NEW YORK, NY.- The works of Transformer: Native Art in Light and Sound are electric, both literally and figuratively, providing timely expressions of indigenous worldviews. Contemporary indigenous art often reflects tradition, but it is commonly misinterpreted to exist solely as part of the past. This exhibition demonstrates the continuing adaptability of tradition to find a place within todays society. Transformer features 10 artists and nine installations that employ a variety of media, including light, digital projection, innovative sound technology and more, to provide thought-provoking and unforgettable experiences composed for the digital age.
The exhibition will be open Friday, Nov. 10, through Jan. 6, 2019, in the East Gallery of the
Smithsonians National Museum of the American Indian, George Gustav Heye Center in New York.
The artists showcased in Transformer are Jordan Bennett (Mikmaq), Raven Chacon (Diné), Jon Corbett (Métis), Marcella Ernest (Ojibwe), Stephen Foster (Haida), Nicholas Galanin (Tlingit/Unangax̂ [Aleut]), Keli Mashburn (Osage), Kevin McKenzie (Cree Métis), Julie Nagam (Anishnawbe/Métis) and Marianne Nicolson (Kwakwa̱ka̱wakw).
Native artists are challenging long-held ideas about whether art can be both Native and contemporary, said Kevin Gover (Pawnee), director of the National Museum of the American Indian. What speaks loudly in Transformer is the idea that nontraditional media and modern form can be embraced by Native artists to build upon traditional indigenous expression. The artists dont lose touch with their heritage, yet they set the stage for future adaptation.
Each of the nine installations is independent of the other, alike only in their use of technology to convey narrative and belief. Chacons Still Life, #3 (2015) uses sound and light to tell the Diné creation story, while Bennetts AosamiajijToo Much Too Little (2017) uses similar media to examine early 20th-century anthropological images of a Mikmaq member set against audio recordings of descendants and the soundscape of their community.
Works in video are prominent in Transformer. Galanins Tsu Heidei Shugaxtutaan (We will again open this container of wisdom that has been left in our care), 1 and 2 (2006) is a two-part video featuring a non-Native contemporary dancer improvising a dance to a traditional Tlingit song, while the second half features a traditional Tlingit dancer performing a Raven dance to a soundtrack of electronic music. Nagam offers an immersive experience with video projections of a forest in Our future is in the land: if we listen to it (2017), an exploration of notions of interconnectedness. In Ga.ni.tha (2013) by Ernest, a filmmaker, and Mashburn, a photographer, a two-channel video highlights chaos and disorder as a source of power and purpose imaged through wildfire in the Oklahoma grasslands.
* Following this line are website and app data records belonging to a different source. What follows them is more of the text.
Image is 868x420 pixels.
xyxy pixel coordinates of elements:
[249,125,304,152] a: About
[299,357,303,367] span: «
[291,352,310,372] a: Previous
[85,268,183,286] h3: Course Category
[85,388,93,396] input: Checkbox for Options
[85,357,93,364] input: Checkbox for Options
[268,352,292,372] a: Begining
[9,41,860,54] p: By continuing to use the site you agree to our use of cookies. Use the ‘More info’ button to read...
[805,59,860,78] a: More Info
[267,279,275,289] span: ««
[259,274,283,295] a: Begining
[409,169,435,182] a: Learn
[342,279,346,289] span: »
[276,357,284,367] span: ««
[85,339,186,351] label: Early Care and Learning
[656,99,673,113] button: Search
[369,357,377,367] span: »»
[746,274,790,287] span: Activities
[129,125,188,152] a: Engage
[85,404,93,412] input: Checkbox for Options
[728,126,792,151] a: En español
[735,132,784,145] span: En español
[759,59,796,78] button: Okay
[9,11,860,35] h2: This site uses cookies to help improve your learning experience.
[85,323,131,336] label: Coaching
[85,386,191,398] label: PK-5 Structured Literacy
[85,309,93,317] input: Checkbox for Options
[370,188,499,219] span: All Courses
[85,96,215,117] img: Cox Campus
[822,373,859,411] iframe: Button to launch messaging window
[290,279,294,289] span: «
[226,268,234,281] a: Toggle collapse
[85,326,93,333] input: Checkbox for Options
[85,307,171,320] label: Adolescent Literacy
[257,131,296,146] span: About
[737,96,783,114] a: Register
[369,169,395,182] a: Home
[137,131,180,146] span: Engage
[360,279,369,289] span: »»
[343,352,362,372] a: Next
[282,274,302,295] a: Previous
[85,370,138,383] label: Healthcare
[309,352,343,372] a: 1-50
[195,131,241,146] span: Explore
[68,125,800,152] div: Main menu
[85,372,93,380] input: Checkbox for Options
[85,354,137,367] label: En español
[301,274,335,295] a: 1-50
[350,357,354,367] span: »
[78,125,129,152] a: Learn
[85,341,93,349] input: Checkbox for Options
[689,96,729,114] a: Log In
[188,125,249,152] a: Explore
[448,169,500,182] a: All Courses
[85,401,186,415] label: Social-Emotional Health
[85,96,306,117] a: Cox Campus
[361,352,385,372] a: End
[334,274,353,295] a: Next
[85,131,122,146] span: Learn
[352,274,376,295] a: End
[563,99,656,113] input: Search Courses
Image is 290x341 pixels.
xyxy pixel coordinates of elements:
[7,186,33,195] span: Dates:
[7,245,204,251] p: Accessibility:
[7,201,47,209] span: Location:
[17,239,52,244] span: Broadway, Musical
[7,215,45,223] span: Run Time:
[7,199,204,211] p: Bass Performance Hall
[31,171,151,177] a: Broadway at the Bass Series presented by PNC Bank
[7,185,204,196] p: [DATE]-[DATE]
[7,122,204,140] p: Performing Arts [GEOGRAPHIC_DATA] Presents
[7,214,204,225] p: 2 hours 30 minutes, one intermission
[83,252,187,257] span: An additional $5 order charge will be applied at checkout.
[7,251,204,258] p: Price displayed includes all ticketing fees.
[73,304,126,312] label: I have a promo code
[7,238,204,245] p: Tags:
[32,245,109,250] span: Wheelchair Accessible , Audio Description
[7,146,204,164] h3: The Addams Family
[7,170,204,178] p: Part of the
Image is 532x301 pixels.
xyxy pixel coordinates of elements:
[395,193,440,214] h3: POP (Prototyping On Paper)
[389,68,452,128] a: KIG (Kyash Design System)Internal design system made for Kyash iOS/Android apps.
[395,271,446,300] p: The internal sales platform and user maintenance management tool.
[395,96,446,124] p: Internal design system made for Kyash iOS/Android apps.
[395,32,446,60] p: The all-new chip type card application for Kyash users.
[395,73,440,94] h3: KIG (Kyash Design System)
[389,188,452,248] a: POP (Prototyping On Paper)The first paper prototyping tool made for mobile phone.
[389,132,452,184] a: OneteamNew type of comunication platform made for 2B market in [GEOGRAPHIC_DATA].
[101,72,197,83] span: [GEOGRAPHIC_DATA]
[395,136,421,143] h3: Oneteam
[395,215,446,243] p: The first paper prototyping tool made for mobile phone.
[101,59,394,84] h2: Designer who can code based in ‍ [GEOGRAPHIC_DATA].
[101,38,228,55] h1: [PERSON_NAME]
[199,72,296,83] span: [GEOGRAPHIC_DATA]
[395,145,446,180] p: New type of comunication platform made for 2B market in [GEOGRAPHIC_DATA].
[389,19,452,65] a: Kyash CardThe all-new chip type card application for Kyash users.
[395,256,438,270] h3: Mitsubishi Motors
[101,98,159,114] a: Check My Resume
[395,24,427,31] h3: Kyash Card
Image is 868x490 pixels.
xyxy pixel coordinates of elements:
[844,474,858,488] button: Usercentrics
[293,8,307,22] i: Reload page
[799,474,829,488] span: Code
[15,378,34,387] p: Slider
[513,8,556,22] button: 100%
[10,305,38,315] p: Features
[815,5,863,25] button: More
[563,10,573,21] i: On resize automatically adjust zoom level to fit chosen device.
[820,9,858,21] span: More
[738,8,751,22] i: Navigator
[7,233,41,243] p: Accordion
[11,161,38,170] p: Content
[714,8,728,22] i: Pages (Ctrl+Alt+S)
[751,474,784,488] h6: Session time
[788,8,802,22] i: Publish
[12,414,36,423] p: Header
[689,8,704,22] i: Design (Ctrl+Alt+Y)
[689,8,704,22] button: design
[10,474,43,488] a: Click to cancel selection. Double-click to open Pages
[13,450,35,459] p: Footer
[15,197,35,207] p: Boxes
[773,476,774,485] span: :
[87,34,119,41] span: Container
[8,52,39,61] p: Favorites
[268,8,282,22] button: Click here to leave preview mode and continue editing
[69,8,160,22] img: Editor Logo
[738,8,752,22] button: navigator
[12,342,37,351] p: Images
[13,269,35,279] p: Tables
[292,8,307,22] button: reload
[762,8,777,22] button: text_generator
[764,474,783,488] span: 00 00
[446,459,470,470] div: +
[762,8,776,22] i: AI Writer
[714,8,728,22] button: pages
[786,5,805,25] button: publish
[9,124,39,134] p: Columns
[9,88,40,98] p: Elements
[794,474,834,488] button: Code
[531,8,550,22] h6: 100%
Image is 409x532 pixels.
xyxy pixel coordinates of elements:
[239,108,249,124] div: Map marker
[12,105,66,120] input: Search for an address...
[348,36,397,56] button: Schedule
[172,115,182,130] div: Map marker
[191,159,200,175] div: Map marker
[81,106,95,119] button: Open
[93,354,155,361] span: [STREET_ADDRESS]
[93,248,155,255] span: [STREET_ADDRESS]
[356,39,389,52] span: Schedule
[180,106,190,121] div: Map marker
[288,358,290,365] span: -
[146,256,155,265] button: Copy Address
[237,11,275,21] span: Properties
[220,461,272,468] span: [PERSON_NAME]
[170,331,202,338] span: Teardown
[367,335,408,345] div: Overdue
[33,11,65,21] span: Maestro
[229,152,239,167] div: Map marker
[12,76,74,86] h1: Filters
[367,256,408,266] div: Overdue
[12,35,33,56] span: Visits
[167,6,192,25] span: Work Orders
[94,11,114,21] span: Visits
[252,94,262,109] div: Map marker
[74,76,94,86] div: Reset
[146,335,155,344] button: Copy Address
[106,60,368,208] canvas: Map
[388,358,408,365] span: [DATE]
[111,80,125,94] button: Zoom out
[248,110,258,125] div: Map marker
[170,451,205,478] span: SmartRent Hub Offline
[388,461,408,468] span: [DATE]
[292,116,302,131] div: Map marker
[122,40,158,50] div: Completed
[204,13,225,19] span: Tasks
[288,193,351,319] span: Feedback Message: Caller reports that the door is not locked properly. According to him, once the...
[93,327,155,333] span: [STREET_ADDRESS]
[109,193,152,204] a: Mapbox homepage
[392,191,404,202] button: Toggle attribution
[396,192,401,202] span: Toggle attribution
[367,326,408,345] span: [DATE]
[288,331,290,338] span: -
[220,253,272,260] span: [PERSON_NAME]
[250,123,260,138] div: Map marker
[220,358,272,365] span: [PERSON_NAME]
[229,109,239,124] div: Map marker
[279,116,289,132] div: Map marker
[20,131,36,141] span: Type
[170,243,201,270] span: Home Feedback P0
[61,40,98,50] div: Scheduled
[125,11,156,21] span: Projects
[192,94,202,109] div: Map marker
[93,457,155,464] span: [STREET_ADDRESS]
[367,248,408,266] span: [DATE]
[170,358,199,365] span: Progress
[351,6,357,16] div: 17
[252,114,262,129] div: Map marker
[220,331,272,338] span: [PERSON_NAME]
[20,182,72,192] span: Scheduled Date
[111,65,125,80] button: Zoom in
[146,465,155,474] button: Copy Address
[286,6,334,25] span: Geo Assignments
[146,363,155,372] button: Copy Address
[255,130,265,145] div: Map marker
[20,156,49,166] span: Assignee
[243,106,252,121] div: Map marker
Video is also a component of the works by Corbett and Foster. Corbett uses a sophisticated software program in Four Generations (2015) to create four digital portraits using pixels in a spiral composition as a modern form of traditional bead art, also connoting indigenous concepts of time. In Fosters Raven Brings the Light (2011), a video projection with audio plays within a commercial nylon tent and mimics shadow play to reference the Haida story of how Raven brought daylight to the world.
Nicolsons The Harbinger of Catastrophe (2017) is composed of light shining through a glass box contoured to look like a traditional carved-and-painted bentwood box. As shadowed patterns rise and fall against the walls of the room around it, the work refers to the human races tenuous relationship with the environment and vulnerability to global warming and floods. In Father, Son, Holy Ghost (2015) by McKenzie, three polyurethane bison skulls hang separately, each lined with hot pink neon; the work offers commentary on the co-existence of Christianity and tribal spirituality.
Kathleen Ash-Milby (Diné), museum associate curator, and David Garneau (Métis), associate professor of visual arts at the University of Regina in Saskatchewan, Canada, are the co-curators of the exhibition. Essays authored by Ash-Milby and Garneau will accompany the exhibition in a free illustrated booklet, available onsite and digitally.